Our country still has unforgivable gaps in the life and health outcomes for all Aboriginal and Torres Strait Islander people, not just our Stolen Generations, in all aspects of life, including mortality, chronic disease, disability rates, housing security, education, employment and wealth.

The new agreement has the potential to make a real difference to the lives of our people and to start to overcome these gaps. This will have an impact on the health space, too.

This is the first time a national agreement has been designed and negotiated by Aboriginal and Torres Strait Islander people.

The new national agreement commits all governments to fundamentally change the way they work with us.

I’m proud to be representing The Healing Foundation and our communities as part of this valuable and historic initiative.

This is the last chance to do something substantial for remaining Stolen Generations survivors in their lifetimes – many having already passed away.

The cost of inaction is incalculable. Think of all the failed initiatives that weren’t backed by a trauma aware, healing informed approach.

Stolen Generations survivors have told us they want to stay in community with their own families, in their own homes. They want a quality of life in the time they have left.

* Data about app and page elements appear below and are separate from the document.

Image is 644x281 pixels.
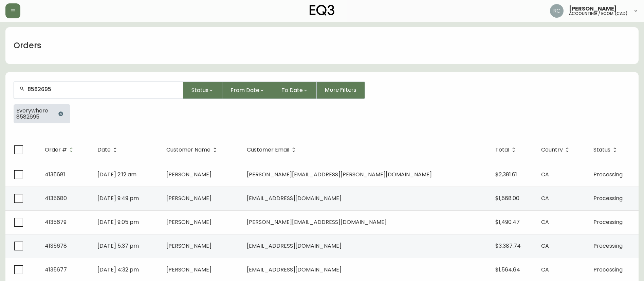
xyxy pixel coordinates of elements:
[542,147,572,153] span: Country
[167,218,212,226] span: [PERSON_NAME]
[542,171,549,179] span: CA
[45,266,67,273] span: 4135677
[247,266,342,273] span: [EMAIL_ADDRESS][DOMAIN_NAME]
[45,171,66,179] span: 4135681
[98,266,139,273] span: [DATE] 4:32 pm
[98,195,139,202] span: [DATE] 9:49 pm
[282,86,303,94] span: To Date
[496,171,517,179] span: $2,381.61
[45,148,67,152] span: Order #
[496,195,520,202] span: $1,568.00
[45,147,76,153] span: Order #
[167,148,210,152] span: Customer Name
[98,147,120,153] span: Date
[569,12,628,15] h5: accounting / ecom (cad)
[247,218,387,226] span: [PERSON_NAME][EMAIL_ADDRESS][DOMAIN_NAME]
[569,6,617,12] span: [PERSON_NAME]
[594,242,623,250] span: Processing
[247,242,342,250] span: [EMAIL_ADDRESS][DOMAIN_NAME]
[247,195,342,202] span: [EMAIL_ADDRESS][DOMAIN_NAME]
[496,148,509,152] span: Total
[542,266,549,273] span: CA
[247,147,298,153] span: Customer Email
[594,171,623,179] span: Processing
[542,242,549,250] span: CA
[542,218,549,226] span: CA
[183,82,222,99] button: Status
[594,147,620,153] span: Status
[98,148,111,152] span: Date
[542,195,549,202] span: CA
[98,171,137,179] span: [DATE] 2:12 am
[309,5,335,15] img: logo
[231,86,259,94] span: From Date
[317,82,365,99] button: More Filters
[247,148,289,152] span: Customer Email
[222,82,273,99] button: From Date
[98,242,139,250] span: [DATE] 5:37 pm
[167,195,212,202] span: [PERSON_NAME]
[496,242,521,250] span: $3,387.74
[167,266,212,273] span: [PERSON_NAME]
[45,195,67,202] span: 4135680
[594,266,623,273] span: Processing
[496,218,520,226] span: $1,490.47
[167,147,220,153] span: Customer Name
[13,40,41,52] h1: Orders
[98,218,139,226] span: [DATE] 9:05 pm
[27,86,178,93] input: Search
[594,195,623,202] span: Processing
[542,148,563,152] span: Country
[16,107,48,114] span: Everywhere
[16,114,48,120] span: 8582695
[247,171,432,179] span: [PERSON_NAME][EMAIL_ADDRESS][PERSON_NAME][DOMAIN_NAME]
[550,4,564,17] img: f4ba4e02bd060be8f1386e3ca455bd0e
[167,171,212,179] span: [PERSON_NAME]
[496,266,521,273] span: $1,564.64
[594,218,623,226] span: Processing
[45,242,67,250] span: 4135678
[325,86,357,93] span: More Filters
[273,82,317,99] button: To Date
[192,86,208,94] span: Status
[45,218,67,226] span: 4135679
[167,242,212,250] span: [PERSON_NAME]
[496,147,519,153] span: Total
[594,148,611,152] span: Status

Referring again to the AIHW data, Stolen Generations survivors aged 50 and over are more likely to have had problems accessing services, more likely to have experienced discrimination, more likely to have poor self-assessed health, and less likely to be employed.

In addition, around one-third of Stolen Generations survivors aged 50 and over are living alone.

We’ve got the data, and we’ve always had the stories.

The Healing Foundation will release the Action Plan for Healing to call on workforces, sectors and healthcare systems to understand the most powerful steps they can take to prioritise healing for Stolen Generations survivors now.

No more intergenerational trauma, but a groundswell of all of us setting a new movement of intergenerational healing in motion.

It is essential to recognise the prevalence of trauma and its impacts on the wellbeing of individuals and communities.

We want to create opportunities for Aboriginal and Torres Strait Islander peoples affected by trauma to rebuild a sense of control and empowerment.

When more of us are equipped to contribute to successful healing initiatives, more quality healing can occur.

Colonisation and all its devastation will not define who we are. We are stronger than we think. We can see the past but must not be captured by it.

But our health and wellbeing sectors must understand this, and re-design their systems with our Stolen Generations and their descendants in mind.

From healing emerges new opportunities for our children, families and communities.

Even though we as a people have experienced great heartache and loss, we have also gained resilience – physically, emotionally, spiritually and mentally.

Together with our community healing partners, The Healing Foundation will continue to reflect on our practice and contribute to the knowledge about supporting positive healing outcomes for our people.

IAHA and its networks can influence outcomes for Stolen Generations survivors by promoting awareness, sharing our resources, and developing a stronger understanding of the urgent needs of our people.

Today, I honour you and your commitment to your profession. I marvel at your families, and what has been overcome for us to be here together today.

You are healers.

I ask you all here today to consider a role as intergenerational healing champions, who speak to your own career and personal networks about the power and impact of intergenerational healing - and what can be achieved if every single Australian understands the contribution they can make to it.

Thank you for your time today. I look forward to an ongoing mutual relationship between the IAHA and The Healing Foundation in the years ahead.

The Healing Foundation is a national Aboriginal and Torres Strait Islander organisation that partners with communities to heal trauma caused by the widespread and deliberate disruption of populations, cultures and languages over 230 years. This includes specific actions like the forced removal of children from their families.